How hands-on are you with the Academy’s drivers and co-drivers? Are you involved in mentoring them directly, helping with strategy and career decisions, or do you prefer to support them more from behind the scenes?


JC: While Sean McHugh concentrates on identifying and supporting young talent in Irish, British and European Championship events, I focus on World Rally Championship events to directly mentor, support and encourage our competitors at that level.


Additionally we have a committed and talented team of experts working to guide and support our Academy members in the general athletic development needs of nutrition, fitness both physical and mental, media management, sponsorship seeking, and the rally-specific skills of making pace notes, driving, mechanical competence, event organisation and management and logistics planning.

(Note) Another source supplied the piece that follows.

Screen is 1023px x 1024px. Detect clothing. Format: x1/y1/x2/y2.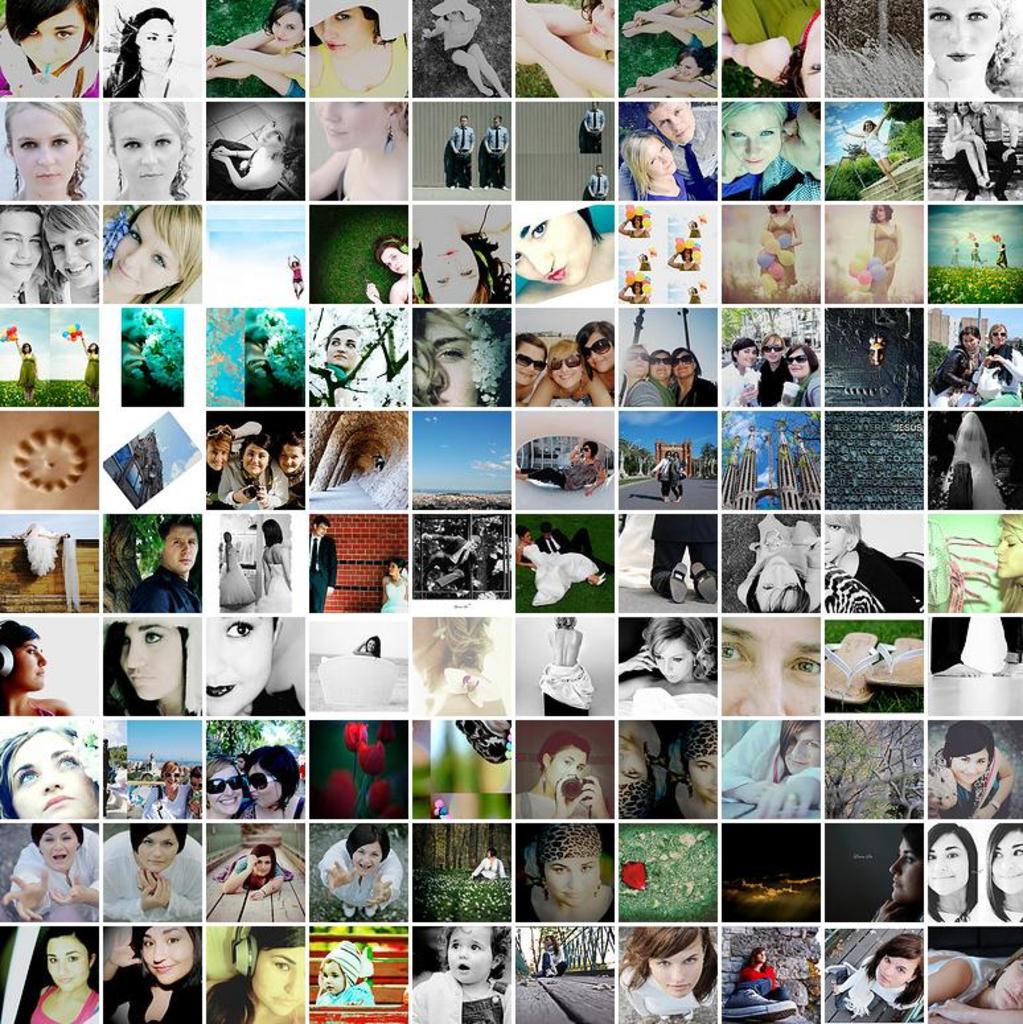
831/950/921/1012.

Drivers like Jon Armstrong, Josh McErlean and William Creighton are now making their way through the international ranks. What qualities do you see in them that make you believe they can succeed on the world stage?


JC: The Academy project has delivered immense personal satisfaction as I have watched our supported athletes rise to European and World competitive levels, as I live vicariously through their success. I have also had the privilege of participating in their personal development from teenagers to accomplished young adults.

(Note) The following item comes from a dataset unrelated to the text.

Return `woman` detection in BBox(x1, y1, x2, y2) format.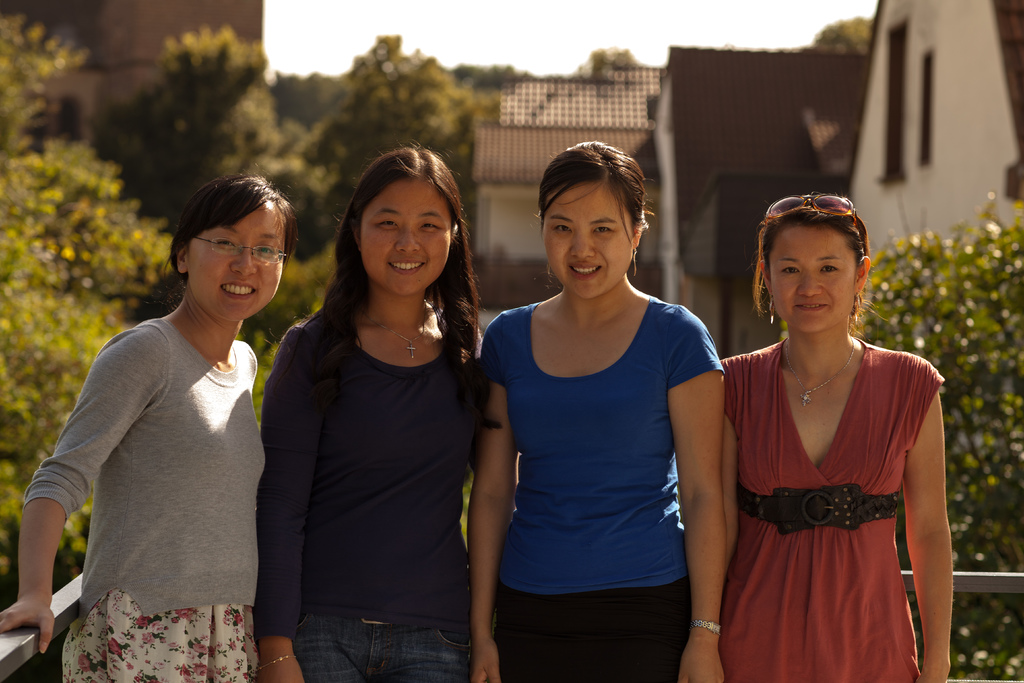
BBox(249, 143, 497, 682).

This is perhaps the most satisfying of all the elements of the project.


While the structure and content of our development programme is important to athlete development, the critical requirements for the success we have seen to date of our senior athletes, William Creighton, Jon Armstrong and Josh McErlean is their single-minded focus on their sport, the immense work ethic and most important of all the hunger and will to win.

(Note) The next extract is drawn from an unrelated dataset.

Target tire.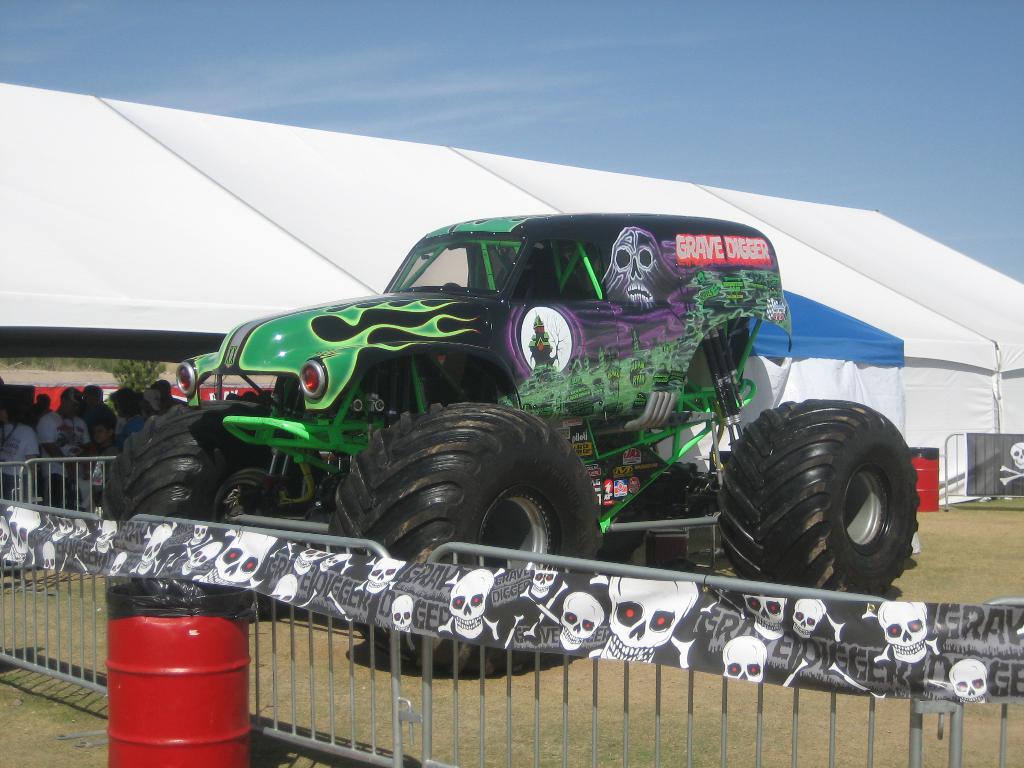
Target region: bbox(337, 396, 602, 680).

Establishing and sustaining a programme like that requires significant backing. Roughly how much have you personally invested so far, and how much further are you prepared to go to help Irish talent reach the top level?


JC: I decided to make an initial ten-year commitment to the Academy project, both financially and with my personal leadership involvement. Based on progress to date and the lessons we have learned of what works and what doesn’t, we are now working to obtain additional commercial support to complement my own multi-million Euro financial backing to extend the Academy indefinitely.


You continue to compete in international events, including the ARA National Championship in the United States. What keeps the competitive fire burning – and how long do you see yourself continuing to rally?


JC: In order to keep myself grounded in the realities of competition, I still try to compete at a few events each year. While I’m no longer as sharp as I once was, I still greatly enjoy the sensation of driving against the clock in all conditions and terrain. I hope to keep doing that as long as I can pass my annual medical certifications.